▶ _TASK DETAILS_
Before copying, set aside the pictures; then restate exactly the lines from the one with "Find the location of a particular element. The" through the last line of the records.

▶ _INFORMATION PROVIDED_
--------------------

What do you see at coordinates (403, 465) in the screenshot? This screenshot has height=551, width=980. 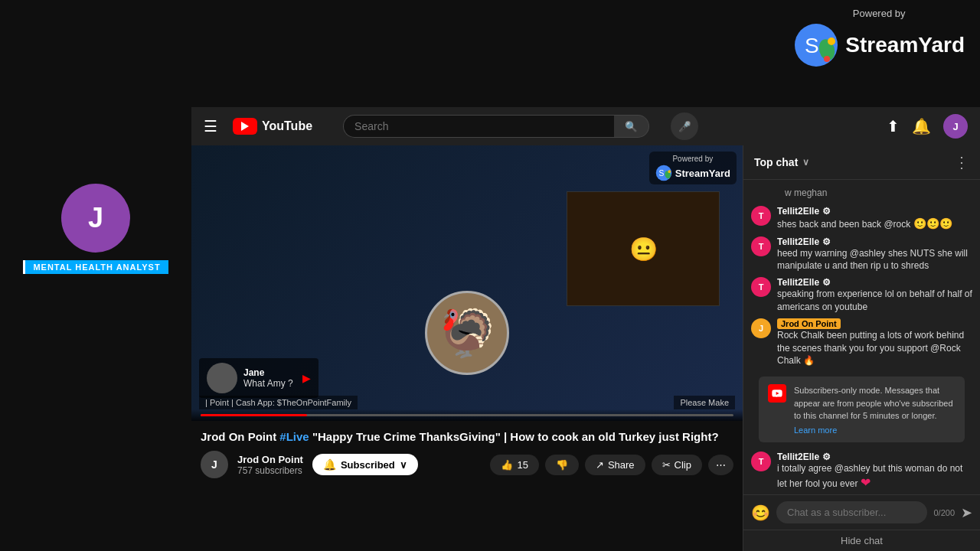 I see `subscribe-chevron: ∨` at bounding box center [403, 465].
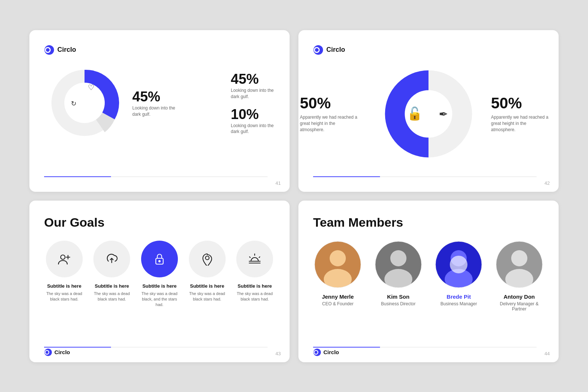 The height and width of the screenshot is (392, 588). What do you see at coordinates (159, 274) in the screenshot?
I see `goals-row: Subtitle is here The sky was a dead blac…` at bounding box center [159, 274].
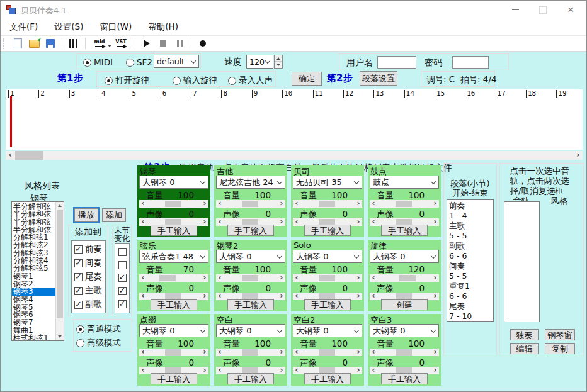 The width and height of the screenshot is (587, 392). I want to click on manual-input-button: 创建, so click(404, 305).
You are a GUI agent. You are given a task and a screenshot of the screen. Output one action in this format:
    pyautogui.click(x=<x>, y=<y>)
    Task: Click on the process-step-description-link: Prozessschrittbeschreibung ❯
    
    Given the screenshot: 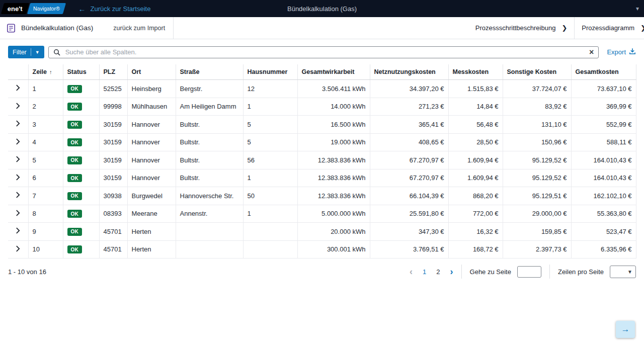 What is the action you would take?
    pyautogui.click(x=521, y=28)
    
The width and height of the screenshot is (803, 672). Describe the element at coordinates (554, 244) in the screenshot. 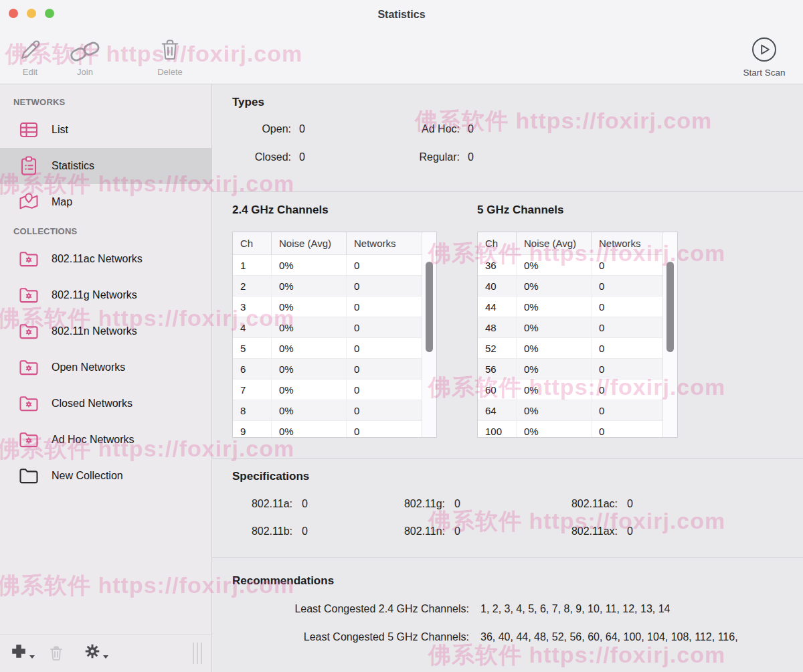

I see `channels-5-column-noise-avg: Noise (Avg)` at that location.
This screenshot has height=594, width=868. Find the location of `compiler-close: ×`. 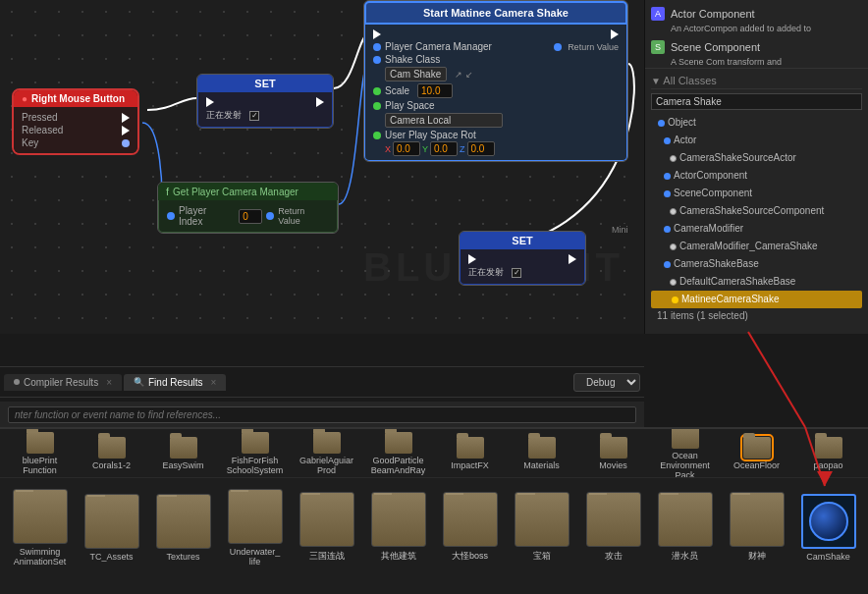

compiler-close: × is located at coordinates (109, 383).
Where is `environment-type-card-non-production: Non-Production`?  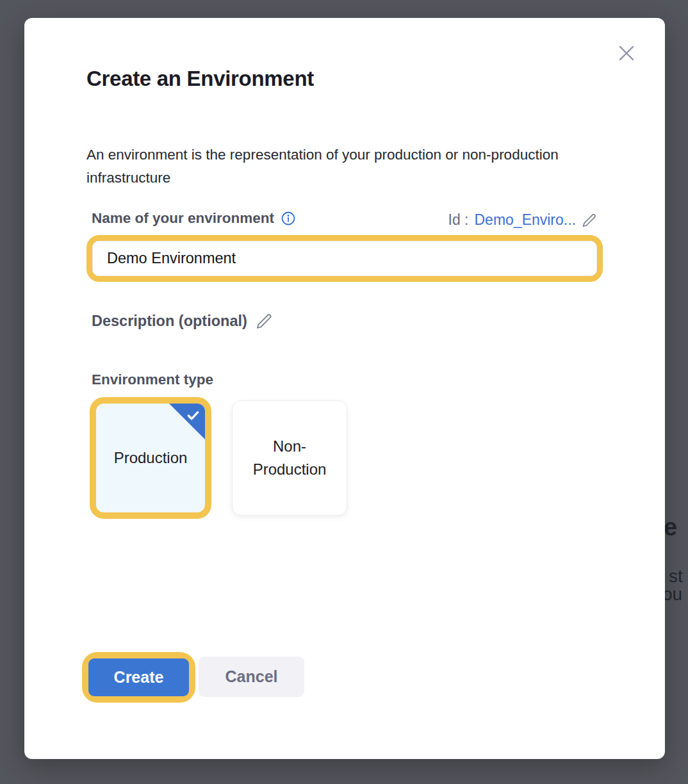 environment-type-card-non-production: Non-Production is located at coordinates (290, 458).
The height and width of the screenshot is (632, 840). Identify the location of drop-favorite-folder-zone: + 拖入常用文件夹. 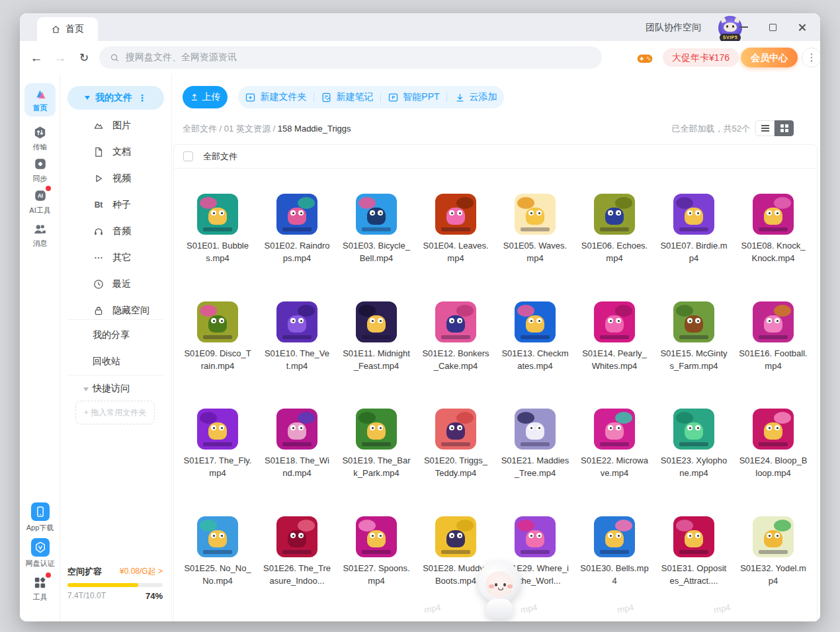
(115, 413).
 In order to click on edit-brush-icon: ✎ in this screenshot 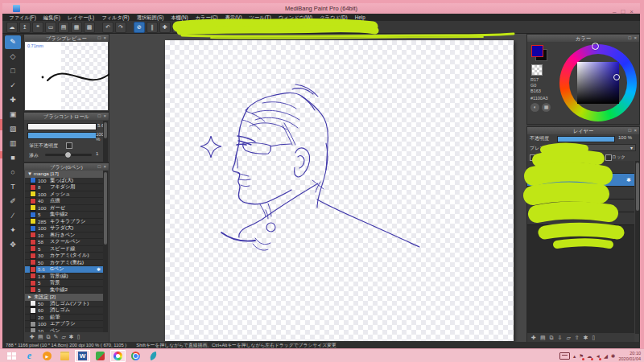, I will do `click(56, 337)`.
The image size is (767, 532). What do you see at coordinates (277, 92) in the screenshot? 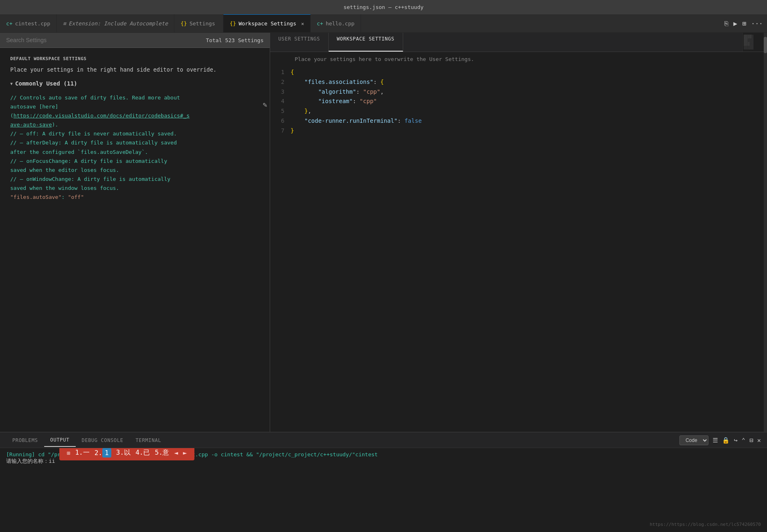
I see `line-num-3: 3` at bounding box center [277, 92].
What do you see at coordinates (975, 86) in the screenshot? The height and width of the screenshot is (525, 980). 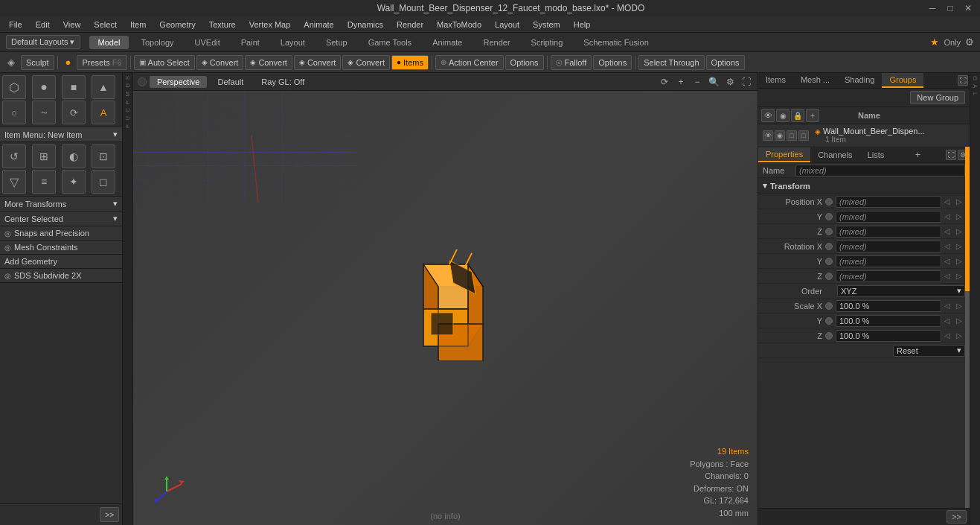 I see `vert-rtab-a: A` at bounding box center [975, 86].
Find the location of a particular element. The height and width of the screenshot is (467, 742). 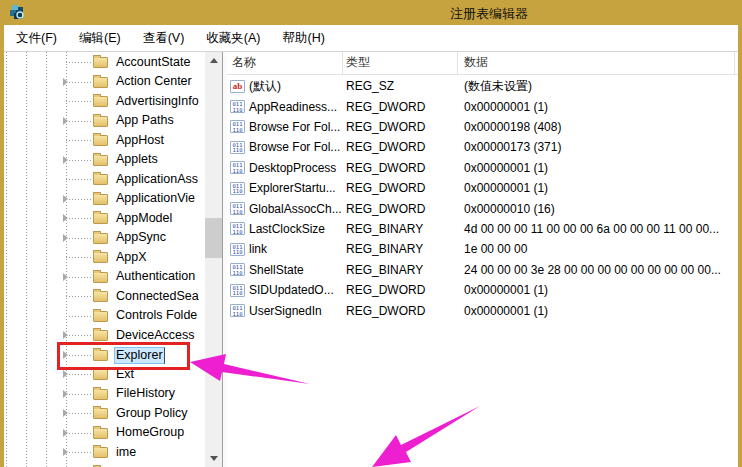

tree-item: AppX is located at coordinates (104, 258).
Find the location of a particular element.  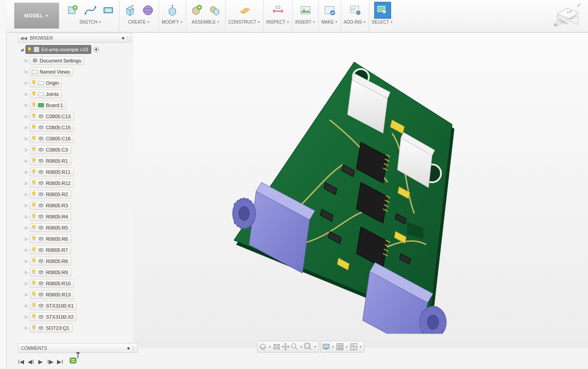

sphere-icon is located at coordinates (148, 10).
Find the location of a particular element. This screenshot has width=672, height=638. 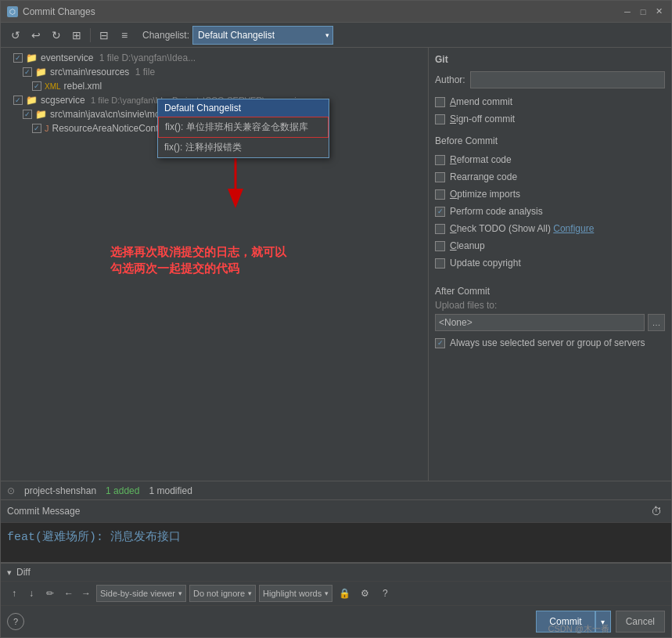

--------------------

▶ _WRITTEN SOLUTION_
Find the location of a particular element. The height and width of the screenshot is (467, 742). 

tree-item: AppX is located at coordinates (104, 258).
Find the location of a particular element.  

sphere-icon is located at coordinates (148, 10).
Find the location of a particular element. This screenshot has width=672, height=638. 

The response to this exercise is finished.